Besides the fact that i do understand the meaning, can someone have a specific piece of code on this application ?
I am struggling in finding the correct use to it.
Thanks,
**Your code so far**
function checkObj(obj, checkProp) {
if (obj.hasOwnProperty(checkProp)) {
return obj[checkProp];
} else {
return "Not Found";
}
}
// Only change code above this line
**Your browser information:**
User Agent is: Mozilla/5.0 (Windows NT 10.0; Win64; x64) AppleWebKit/537.36 (KHTML, like Gecko) Chrome/104.0.0.0 Safari/537.36
Challenge: Basic JavaScript - Testing Objects for Properties
The JS engine searches in the prototype of the object if the property isn’t there. So you could mistakenly test for a property.
Take this example
a = { toString: "important property" }
b = { }
b.hasOwnProperty(toString) //false
b.toString ? true : false // true
the last line is true, because b is inheriting a method from “Object” called “toString”. You could just remember the prototype which is inherited from “Object”.

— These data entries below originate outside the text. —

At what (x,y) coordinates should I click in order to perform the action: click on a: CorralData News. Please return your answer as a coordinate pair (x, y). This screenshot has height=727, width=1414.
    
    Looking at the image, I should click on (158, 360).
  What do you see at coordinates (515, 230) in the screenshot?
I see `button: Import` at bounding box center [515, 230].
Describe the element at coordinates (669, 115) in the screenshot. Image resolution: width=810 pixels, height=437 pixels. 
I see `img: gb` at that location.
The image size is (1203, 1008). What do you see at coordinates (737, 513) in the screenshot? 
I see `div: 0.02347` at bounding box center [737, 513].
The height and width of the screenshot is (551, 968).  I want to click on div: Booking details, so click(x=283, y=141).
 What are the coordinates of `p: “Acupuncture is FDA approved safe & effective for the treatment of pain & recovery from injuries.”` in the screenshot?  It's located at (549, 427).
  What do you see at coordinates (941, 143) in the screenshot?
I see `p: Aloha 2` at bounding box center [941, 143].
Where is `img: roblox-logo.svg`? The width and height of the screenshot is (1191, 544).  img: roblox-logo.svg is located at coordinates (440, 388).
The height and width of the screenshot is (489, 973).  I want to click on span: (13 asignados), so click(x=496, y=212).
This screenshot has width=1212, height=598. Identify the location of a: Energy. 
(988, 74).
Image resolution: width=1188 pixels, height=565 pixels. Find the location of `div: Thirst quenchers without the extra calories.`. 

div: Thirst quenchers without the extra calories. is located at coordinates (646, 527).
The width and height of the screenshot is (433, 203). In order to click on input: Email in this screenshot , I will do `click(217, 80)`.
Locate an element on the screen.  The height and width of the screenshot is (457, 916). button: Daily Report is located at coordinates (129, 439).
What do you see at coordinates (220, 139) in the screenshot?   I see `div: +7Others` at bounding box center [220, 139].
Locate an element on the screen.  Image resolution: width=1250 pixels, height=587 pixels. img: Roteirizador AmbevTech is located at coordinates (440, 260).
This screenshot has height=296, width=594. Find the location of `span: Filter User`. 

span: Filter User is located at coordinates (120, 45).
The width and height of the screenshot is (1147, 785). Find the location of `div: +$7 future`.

But what when there are several layers of Objects?
For example
let hund = new Dog()
We don’t know which properties hund inherites from Dog’s prototype bc we didn’t set it.
It may not be extremely clear but that is the basic idea, to my understanding.
So the basic wording of the problem is that whenever the prototype and the object have a ‘property-collision’ you may fall into errors.